Friday, February 10, 2012


Unconscionable Maps

The next task for studio is to look at our given site in Igualada and find thresholds that exist. After finding these thresholds, these places where two elements collide, places of transition, we are to map the threshold.

How big does the scope of the transition have to be? Does the threshold exist outside of the cemetery or inside the cemetery?

I am thinking of the retaining wall as the place of transition. At a larger scope, the wall buffers the sub terrain from the terrain. The wall also acts as a mediator from one level of ground to the next. The wall contains levels. The stairs within the wall can be seen as levels that lead from one part of earth to another. There are also levels of niches. The wall acts as a transition between materials.

The façade of the wall acts as a threshold separating living person experiencing the outside world from the dead experiencing the earth. There is the same moment of separation that occurs within the wall where the staircase can be used by the living and the earth on either side of the staircase can be used by the dead.

If the wall can be seen as a line and the wall divides then the line is a way to divide? And what about what happens in between the retaining walls? The sandwich of one retaining wall and another creates this larger wall. So then does an occupation of the wall occur? The space between is usually reserved for things not people but here the occupation of the wall is by both the living and the dead.

At a more micro scope there is the point with in the facade where bright daylight and darkness of the niche meet in a piece designed by Miralles to mediate light. This piece becomes ambiguous too in the sense that it is semi enclosed but also semi open. This piece serves as gateway to the isolation of the crypt from outside world. Here the moment where compression of the niche and expansion into open space combine. But this open space is simply more of a spacious enclosure of void because the wall as a whole entity encloses that space too.

The question is how to map?

Could the three maps be an examination of the wall through different microscopic lenses? And each lens of examination makes up a part of the whole? Perhaps the smallest level examining the detail of the wall then another map is of the transition that occurs inside between niches and earth.

Or, another 3 maps can examine the wall relates to the context as far as acting change in materials, as a place where levels change and maybe as I don't know what else.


→ EXERCISE INSTRUCTIONS: Start to finish, print the entries exactly, and carry none of the pictures over.

→ DATA TO USE:
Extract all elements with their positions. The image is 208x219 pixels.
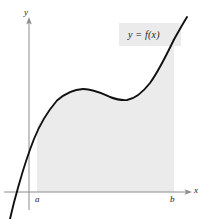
area-under-curve-figure: y x a b y = f(x) bbox=[0, 0, 208, 219]
y-axis-label: y bbox=[24, 8, 28, 17]
x-axis-label: x bbox=[194, 186, 198, 195]
figure-canvas bbox=[0, 0, 208, 219]
shaded-area-region bbox=[37, 40, 174, 193]
curve-equation-label: y = f(x) bbox=[128, 30, 160, 40]
upper-bound-label-b: b bbox=[170, 195, 175, 204]
lower-bound-label-a: a bbox=[35, 195, 40, 204]
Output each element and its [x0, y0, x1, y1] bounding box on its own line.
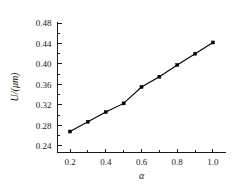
- data-point-marker: [194, 52, 197, 55]
- data-point-marker: [104, 111, 107, 114]
- y-tick-label: 0.44: [36, 39, 52, 49]
- y-tick-label: 0.28: [36, 121, 52, 131]
- y-tick-label: 0.48: [36, 18, 52, 28]
- data-point-marker: [211, 41, 214, 44]
- x-tick-label: 1.0: [207, 157, 219, 167]
- x-tick-label: 0.8: [172, 157, 184, 167]
- data-point-marker: [68, 130, 71, 133]
- y-tick-label: 0.40: [36, 59, 52, 69]
- data-point-marker: [122, 102, 125, 105]
- line-chart: 0.240.280.320.360.400.440.480.20.40.60.8…: [0, 0, 237, 189]
- y-tick-label: 0.32: [36, 100, 52, 110]
- y-tick-label: 0.36: [36, 80, 52, 90]
- y-tick-label: 0.24: [36, 141, 52, 151]
- chart-figure: 0.240.280.320.360.400.440.480.20.40.60.8…: [0, 0, 237, 189]
- x-tick-label: 0.4: [100, 157, 112, 167]
- data-point-marker: [158, 75, 161, 78]
- y-axis-title: U/(μm): [9, 72, 21, 102]
- x-tick-label: 0.6: [136, 157, 148, 167]
- data-point-marker: [140, 85, 143, 88]
- data-point-marker: [176, 63, 179, 66]
- x-axis-title: α: [139, 170, 145, 181]
- data-point-marker: [86, 120, 89, 123]
- x-tick-label: 0.2: [64, 157, 75, 167]
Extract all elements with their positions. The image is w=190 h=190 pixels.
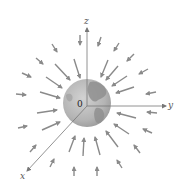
field-arrow <box>114 124 129 134</box>
x-axis-label: x <box>20 172 25 181</box>
field-arrow <box>117 113 136 118</box>
field-arrow <box>95 137 100 155</box>
field-arrow <box>30 145 36 152</box>
field-arrow <box>139 69 148 74</box>
field-arrow <box>50 159 54 167</box>
x-axis <box>27 106 87 171</box>
field-arrow <box>114 43 119 51</box>
field-arrow <box>127 54 134 61</box>
field-arrow <box>46 77 62 88</box>
origin-label: 0 <box>77 100 83 109</box>
radial-vector-field-diagram <box>0 0 190 190</box>
field-arrow <box>106 66 118 80</box>
field-arrow <box>18 126 27 128</box>
field-arrow <box>147 112 157 113</box>
field-arrow <box>106 131 118 147</box>
field-arrow <box>74 59 80 78</box>
field-arrow <box>116 87 134 93</box>
field-arrow <box>55 64 70 80</box>
field-arrow <box>16 94 26 95</box>
field-arrow <box>83 138 84 156</box>
field-arrow <box>117 160 122 168</box>
y-axis-label: y <box>168 101 173 110</box>
field-arrow <box>36 58 43 64</box>
field-arrow <box>143 129 152 133</box>
field-arrow <box>112 76 127 86</box>
field-arrow <box>134 145 140 153</box>
field-arrow <box>22 73 31 77</box>
field-arrow <box>69 136 75 152</box>
field-arrow <box>146 92 156 94</box>
field-arrow <box>52 44 57 52</box>
field-arrow <box>101 60 108 77</box>
field-arrow <box>42 122 60 130</box>
field-arrow <box>40 92 60 98</box>
z-axis-label: z <box>84 17 89 26</box>
field-arrow <box>37 110 57 113</box>
field-arrow <box>98 37 101 46</box>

→ OUTPUT FOR THIS EXERCISE:
Extract all elements with their positions. The image is 208x219 pixels.
area-under-curve-figure: y x a b y = f(x) bbox=[0, 0, 208, 219]
y-axis-label: y bbox=[24, 8, 28, 17]
x-axis-label: x bbox=[194, 186, 198, 195]
figure-canvas bbox=[0, 0, 208, 219]
shaded-area-region bbox=[37, 40, 174, 193]
curve-equation-label: y = f(x) bbox=[128, 30, 160, 40]
upper-bound-label-b: b bbox=[170, 195, 175, 204]
lower-bound-label-a: a bbox=[35, 195, 40, 204]
Output each element and its [x0, y0, x1, y1] bounding box on its own line.
- data-point-marker: [194, 52, 197, 55]
- data-point-marker: [104, 111, 107, 114]
- y-tick-label: 0.44: [36, 39, 52, 49]
- y-tick-label: 0.28: [36, 121, 52, 131]
- y-tick-label: 0.48: [36, 18, 52, 28]
- data-point-marker: [211, 41, 214, 44]
- x-tick-label: 1.0: [207, 157, 219, 167]
- x-tick-label: 0.8: [172, 157, 184, 167]
- data-point-marker: [68, 130, 71, 133]
- y-tick-label: 0.40: [36, 59, 52, 69]
- data-point-marker: [122, 102, 125, 105]
- line-chart: 0.240.280.320.360.400.440.480.20.40.60.8…: [0, 0, 237, 189]
- y-tick-label: 0.32: [36, 100, 52, 110]
- y-tick-label: 0.36: [36, 80, 52, 90]
- y-tick-label: 0.24: [36, 141, 52, 151]
- chart-figure: 0.240.280.320.360.400.440.480.20.40.60.8…: [0, 0, 237, 189]
- x-tick-label: 0.4: [100, 157, 112, 167]
- data-point-marker: [158, 75, 161, 78]
- y-axis-title: U/(μm): [9, 72, 21, 102]
- x-tick-label: 0.6: [136, 157, 148, 167]
- data-point-marker: [140, 85, 143, 88]
- data-point-marker: [176, 63, 179, 66]
- x-axis-title: α: [139, 170, 145, 181]
- data-point-marker: [86, 120, 89, 123]
- x-tick-label: 0.2: [64, 157, 75, 167]
Extract all elements with their positions. The image is w=190 h=190 pixels.
field-arrow <box>114 124 129 134</box>
x-axis-label: x <box>20 172 25 181</box>
field-arrow <box>117 113 136 118</box>
field-arrow <box>95 137 100 155</box>
field-arrow <box>30 145 36 152</box>
field-arrow <box>139 69 148 74</box>
field-arrow <box>50 159 54 167</box>
x-axis <box>27 106 87 171</box>
field-arrow <box>114 43 119 51</box>
field-arrow <box>127 54 134 61</box>
field-arrow <box>46 77 62 88</box>
origin-label: 0 <box>77 100 83 109</box>
radial-vector-field-diagram <box>0 0 190 190</box>
field-arrow <box>106 66 118 80</box>
field-arrow <box>18 126 27 128</box>
field-arrow <box>147 112 157 113</box>
field-arrow <box>106 131 118 147</box>
field-arrow <box>74 59 80 78</box>
field-arrow <box>116 87 134 93</box>
field-arrow <box>55 64 70 80</box>
field-arrow <box>16 94 26 95</box>
field-arrow <box>83 138 84 156</box>
field-arrow <box>117 160 122 168</box>
y-axis-label: y <box>168 101 173 110</box>
field-arrow <box>36 58 43 64</box>
field-arrow <box>143 129 152 133</box>
field-arrow <box>112 76 127 86</box>
field-arrow <box>134 145 140 153</box>
field-arrow <box>22 73 31 77</box>
field-arrow <box>69 136 75 152</box>
field-arrow <box>146 92 156 94</box>
field-arrow <box>52 44 57 52</box>
field-arrow <box>101 60 108 77</box>
field-arrow <box>42 122 60 130</box>
field-arrow <box>40 92 60 98</box>
z-axis-label: z <box>84 17 89 26</box>
field-arrow <box>37 110 57 113</box>
field-arrow <box>98 37 101 46</box>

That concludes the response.